Abstract

William Shakespeare’s Love’s Labour’s Lost notoriously confronts readers and playgoers with a number of puzzles linked to its representation of time and space, resulting in thematic and generic controversies, such as its refusal to end in marriage, “like an old play” (5.2.856). Careful study of unfolding narrative events reveals three overlapping temporal frameworks that render the comedy’s unfolding plot at times cyclical and slow, at times measured and moderate, at times linear and fast. These frameworks are accompanied by such spatial juxtapositions as private study vs. public ceremony, bucolic nature vs. courtly artifice, and monastic asceticism vs. worldly pleasures. Using Mikhail Bakhtin’s chronotope, which posits the indissoluble connection of time and space in literature, this article will identify three temporo-spatial frames that we have termed the chronotope of the retreat, the chronotope of the embassy, and the chronotope of the comic idyll.

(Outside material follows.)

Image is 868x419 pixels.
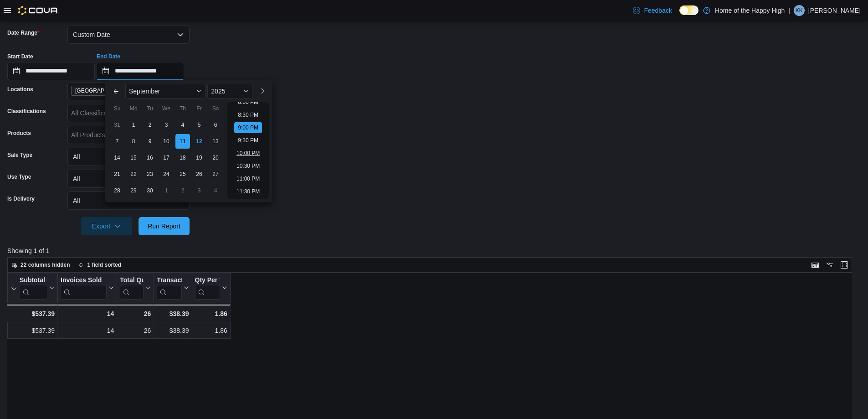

Each proves a locus or matrix where narrative events, cultural associations, and generic expectations intermingle to create a complex experience for playgoers and readers. Familiarity with these three models renders the play’s purportedly shocking conclusion rather more topically apt, generically logical, and chronotopically inevitable. The resulting temporo-spatial medley generates hitherto unrecognized comic subgenres, thematic coherence, and structural cohesiveness in a play often dismissed as haphazardly plotted or formally inconsistent.